3 posts tagged “nick drake”
Oh god. I just looked at my sponsored google ads and there were four all lined up in a row with the title "Nick Drake Ringtones." This makes me sad and scared.
I understand that the greatest hope of advertisers is to deliver ads that are tailored to their audience. I have Nick Drake on my interests list, so maybe I would like Nick Drake ringtones? I can't remember the last time an ad on the internet or elsewhere actually made me excited about a product or service. Not only am I becoming immune to ads, but I am actually developing an allergy. We have cable tv at work now, so whenever we go to hook up a laptop to our big screen we have a few moments of daytime tv or commercials. 3 seconds of a dish liquid commercial cause me to want to punch someone in the face. Did the "women's movement" (whatever that was) NOT WORK AT ALL?? I think I actually shrieked. Then there was the sexy tic tac tongue juggling which made me put my face on my laptop keyboard and weep.
No. I don't want a Nick Drake ringtone. The man killed himself, probably because he had the foresight to realize that one day his songs would be sold off for .99 each as compressed electronic crap for mobile phones. I would kill myself if I knew that was the future. I really would.
On a whim I went down to Elliott Bay Books for an Americano, a new moleskine notepad, and an Iris Murdoch novel - just in time to catch a reading by Joe Boyd who has released a memoir of his years producing music in the 1960's, White Bicycles.
From what he read the book seems to be beautifully written and steeped in nostalgia for the time before utopian idealism turned ugly. While he was talking about his experience at Woodstock I couldn't help but think of my dad, somewhere out there in the mud-caked sea of hippie kids; two years before I was born some bit of my DNA was soaking up LSD and Joan Baez.
The only question anyone wanted to ask the author was: "what was so-and-so like to work with?" When asked about Nick Drake he read the section about meeting the fragile young man whose shyness did not match his good looks and posh accent. He was just a boy, attending Cambridge, smoking nervously, embarassed by his own talent, and horrified by performing for an audience. Boyd believes that if his music had been publicly revered then as it is now he might still be with us. It must be horrible to be blessed with a talent that large and to think that it is not wanted.
Of course someone had to ask what Syd Barrett was like, before his mind disintegrated. Boyd said it was like a flip was switched. One week Barrett was lucid and intelligent and rational, and the next he wasn't making sense and could barely lift a guitar.
People are fascinated by those who have slipped away from the fragile space we think is safe and steady. I think the fascination comes from the innate awareness that each of us stands only inches from the edge o a cliff we cannot see, and it only takes one step to find the solid ground is not there any longer.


What you should do: Please reproduce all of the data exactly as it appears, but skip the pictures.

=== Task data ===

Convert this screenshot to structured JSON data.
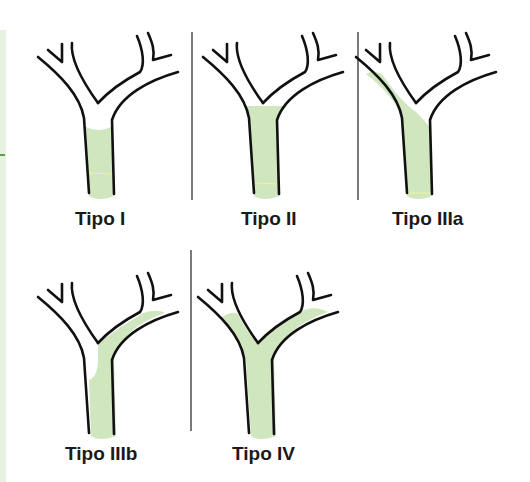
{
  "figure": {
    "title": "",
    "colors": {
      "fill": "#cfe6bf",
      "stroke": "#111111",
      "divider": "#333333",
      "edge_strip": "#e6f3de",
      "edge_tick": "#5aa04a"
    },
    "panels": [
      {
        "id": "tipo-i",
        "label": "Tipo I",
        "region": "common duct only"
      },
      {
        "id": "tipo-ii",
        "label": "Tipo II",
        "region": "common duct up to confluence"
      },
      {
        "id": "tipo-iiia",
        "label": "Tipo IIIa",
        "region": "common duct and left branch"
      },
      {
        "id": "tipo-iiib",
        "label": "Tipo IIIb",
        "region": "common duct and right branch"
      },
      {
        "id": "tipo-iv",
        "label": "Tipo IV",
        "region": "common duct and both branches"
      }
    ]
  }
}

===

Answer for the task:
Convert this screenshot to structured JSON data.
{
  "figure": {
    "title": "",
    "colors": {
      "fill": "#cfe6bf",
      "stroke": "#111111",
      "divider": "#333333",
      "edge_strip": "#e6f3de",
      "edge_tick": "#5aa04a"
    },
    "panels": [
      {
        "id": "tipo-i",
        "label": "Tipo I",
        "region": "common duct only"
      },
      {
        "id": "tipo-ii",
        "label": "Tipo II",
        "region": "common duct up to confluence"
      },
      {
        "id": "tipo-iiia",
        "label": "Tipo IIIa",
        "region": "common duct and left branch"
      },
      {
        "id": "tipo-iiib",
        "label": "Tipo IIIb",
        "region": "common duct and right branch"
      },
      {
        "id": "tipo-iv",
        "label": "Tipo IV",
        "region": "common duct and both branches"
      }
    ]
  }
}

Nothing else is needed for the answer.